Tokyo is a city of more than 13 million people and they are no strangers to earthquakes. The city, like much of Japan, has been devastated by earthquakes in the past and likely will be again - but when?
Ongoing slow-slip earthquakes can't usually be felt at the surface but they play a role in relieving or building up geological stress and recent research examining plate movements under Tokyo has found that, since the massive magnitude-9 Tohoku earthquake and tsunami in March 2011, recurrence intervals for non-damaging slow-slip quakes beneath Japan's capital have shortened.
This has led some seismologists to wonder if this aseismic creep could be signaling a countdown to Tokyo's next "big one."
Between Dec. 28, 2013, and Jan. 10, 2014, GPS sensors detected a 10-centimeter shift between the two plates over the two-week period — that’s equivalent to the energy released by a magnitude-6.5 earthquake.
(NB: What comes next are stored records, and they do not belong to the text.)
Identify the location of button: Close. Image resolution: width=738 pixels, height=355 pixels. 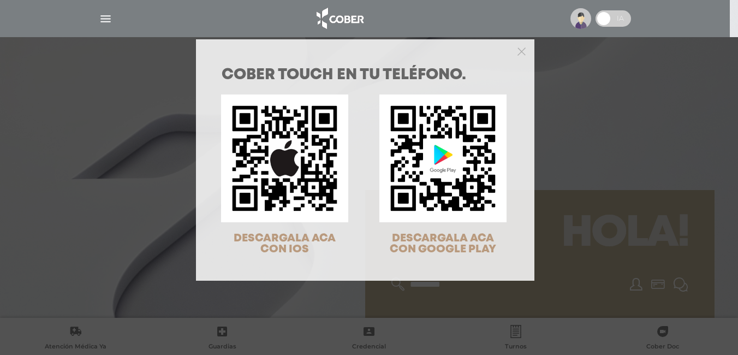
(522, 51).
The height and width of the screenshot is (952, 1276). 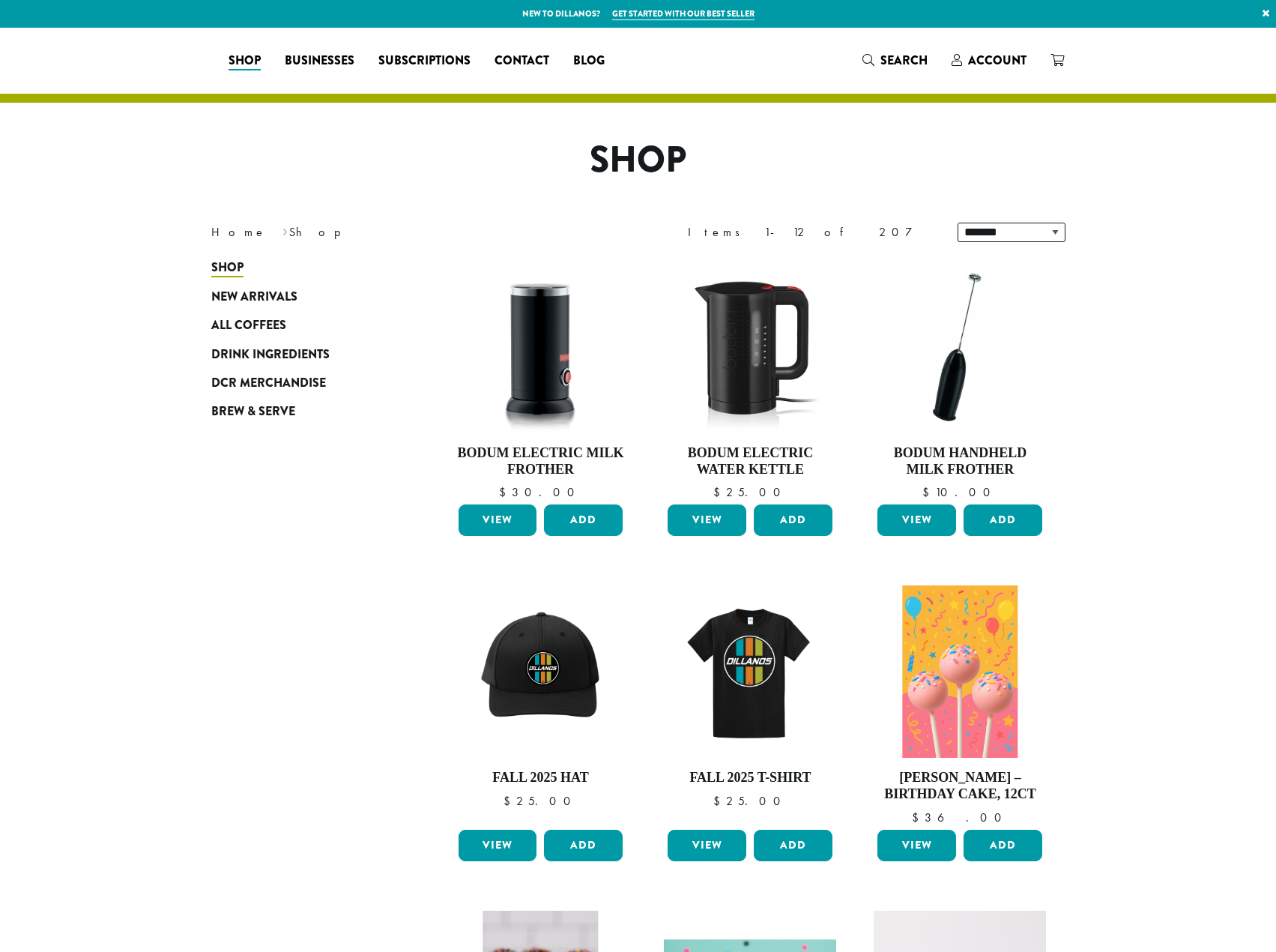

Japan sits at the intersection of multiple tectonic plates. Just east of the island is a deep trench called the Sagami Trough. To monitor slow slip in the region, scientists are tracking the surface motion of the Boso Peninsula on the eastern side of Tokyo Bay, where the Philippine Plate plunges beneath the Eurasian Plate, creating the trough. Credit: Kathleen Cantner, AGI, after Ozawa et al., Geophysical Research Letters (2014),
DOI: 10.1002/2014GL060072.
The slip comes a little more than two years after the Bōsō’s last aseismic event, a month-long slip in October and November 2011. This recurrence interval is getting shorter, decreasing from 6.4 years in 1996 to 4.2 years in 2011, says Shinzaburo Ozawa of the Geospatial Information Authority of Japan in Tsukuba.
The estimated moment magnitudes for the slow-slip events have remained relatively consistent: 6.7 in 2011, 6.6 in 2007, 6.6 in 2002 and 6.6 in 1996. Records of Bōsō’s slow slip only extend back to 1996 when GPS monitors were installed; seismographs do not record slow slip, which generally does not cause any damage, Ozawa says.
Is there concern? Ozawa isn’t ready to declare Tokyo under threat. “At present, we cannot say this [shortening interval] is a warning signal of a coming earthquake,” he told EARTH roving correspondent Mary C. Morton.